Photo courtesy of Jeff Aydelette
It was long after retirement I bought my first power tool bigger than a Dremel.  It was a stunningly gorgeous German-made Hegner scrollsaw, the sight of which still makes my heart go pitter-pat. I t was a running joke in my marriage that my husband always referred to it as “that saw you won’t tell me how much it cost,” but after that I started getting the best gifts ever--a huge bandsaw, a dual disc/belt sander, & best of all, a floor model drill press.  Oh, and Forstner bits fit for the finest Christmas stocking!  I repeatedly told my Rocket Man that he was lucky indeed to have wed a woman who didn’t like champagne, didn’t wear jewelry, was allergic to fur, and asked for power tools for Christmas.

However, the one tool that eluded me was a wood lathe. I had actually bought one for myself, but before I could even remove it from the box, Hurricane Isabel destroyed it in 2003.  Other life circumstances intervened, and until last year I wasn’t able to replace it.

I like to do research, so I have read books and watched videos on woodturning, and took an introductory class on using a lathe. Then  I had the opportunity to take a one-day class from a master woodturner who was visiting Chapel Hill. I even booked a hotel for the prior evening so I wouldn’t risk missing even a minute of class time by having to commute so far.  I didn’t have my own woodturning tools, but the owner of the shop where the class was held kindly lent me tools and taught me how to sharpen them. I was even invited back for a lesson on how to make most of my own tools.

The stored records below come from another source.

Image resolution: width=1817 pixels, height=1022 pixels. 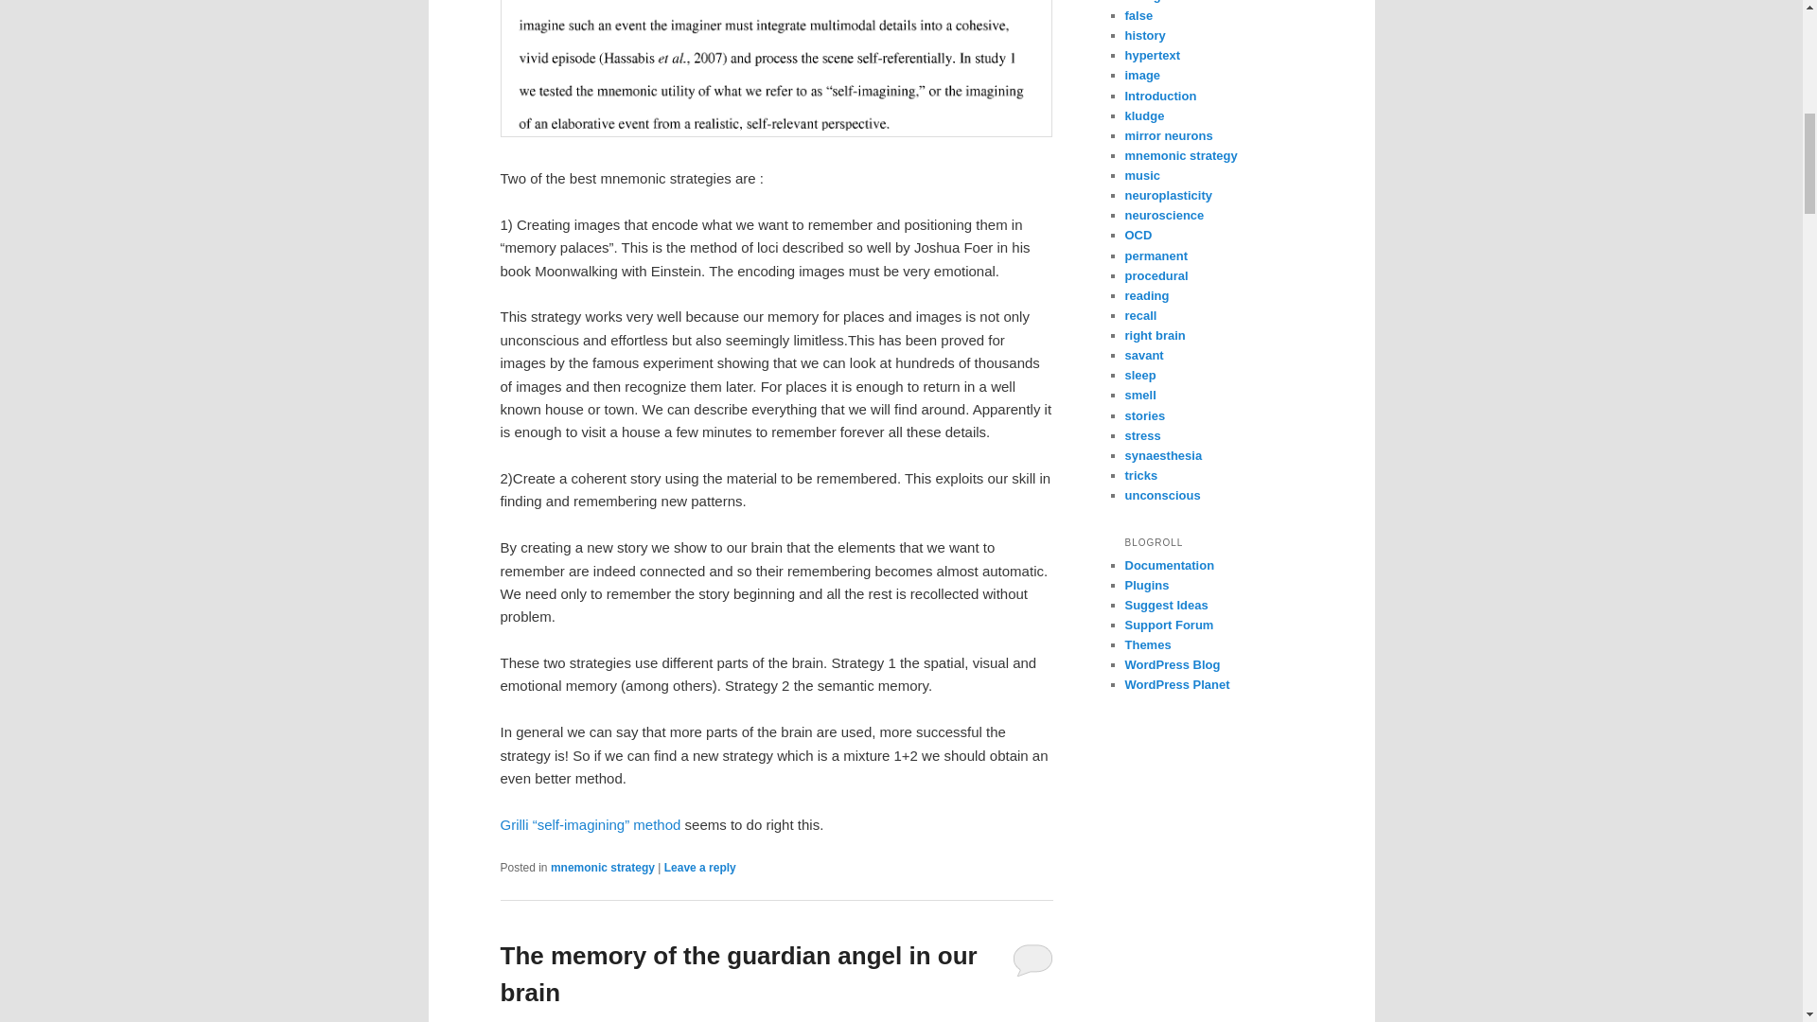 I want to click on mnemonic strategy, so click(x=602, y=868).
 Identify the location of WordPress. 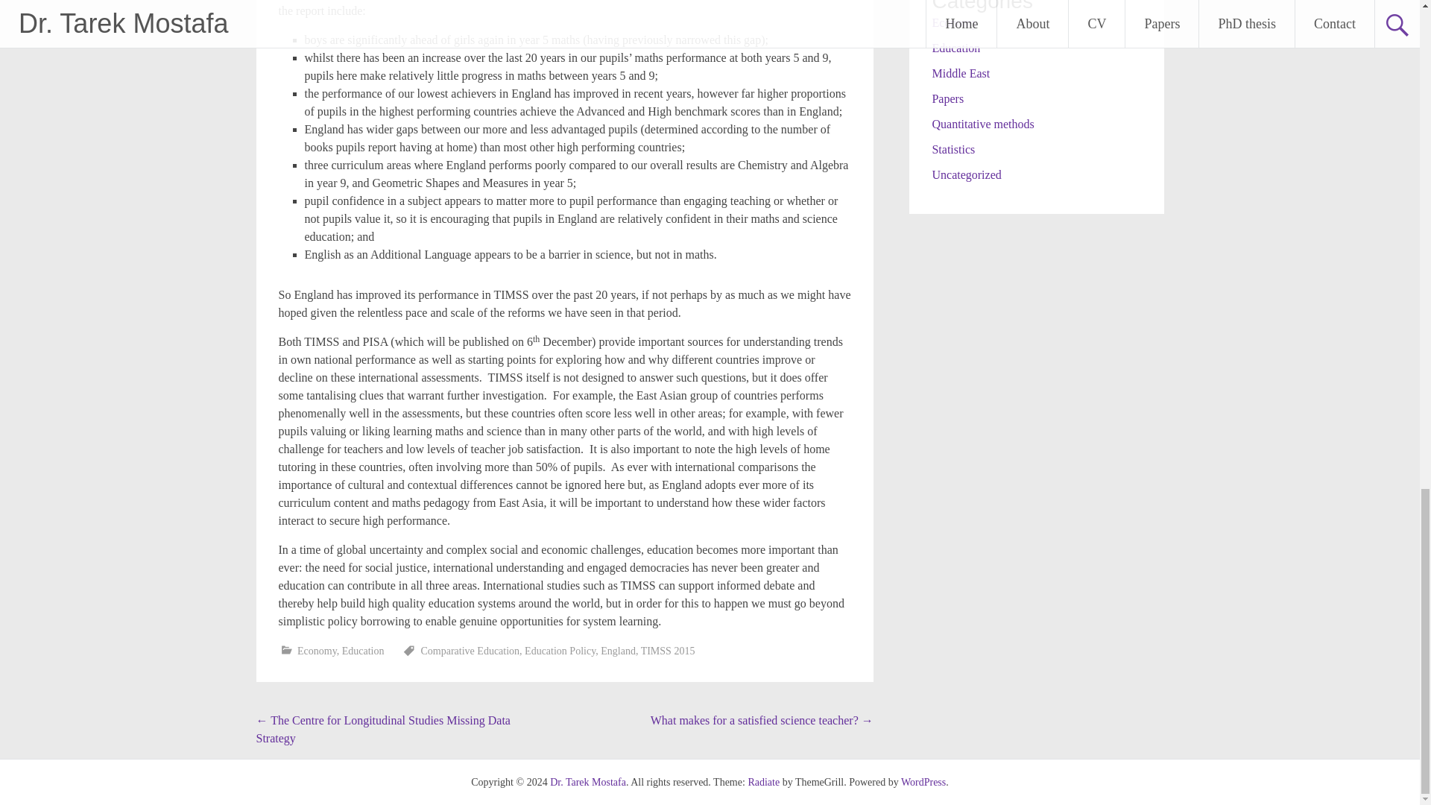
(923, 783).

I left late that lovely spring afternoon with an imperfect, but immediately beloved, bowl made from a chunk of Red Maple. Although I technically checked off using a lathe to make a wooden bowl from my Bucket List, I also carried home with me a passion for learning to make all sorts of items with a lathe. A real bonus was meeting other folks who share my love of sawdust.

Not everyone appreciates my simple 8-inch bowl. When I tried to show it off to a grown granddaughter her response was “And it took you all day to make that?”  No dear, it took me 69-1/2 years to create that sweetly proportioned bowl.  However, the next one won’t take nearly so long.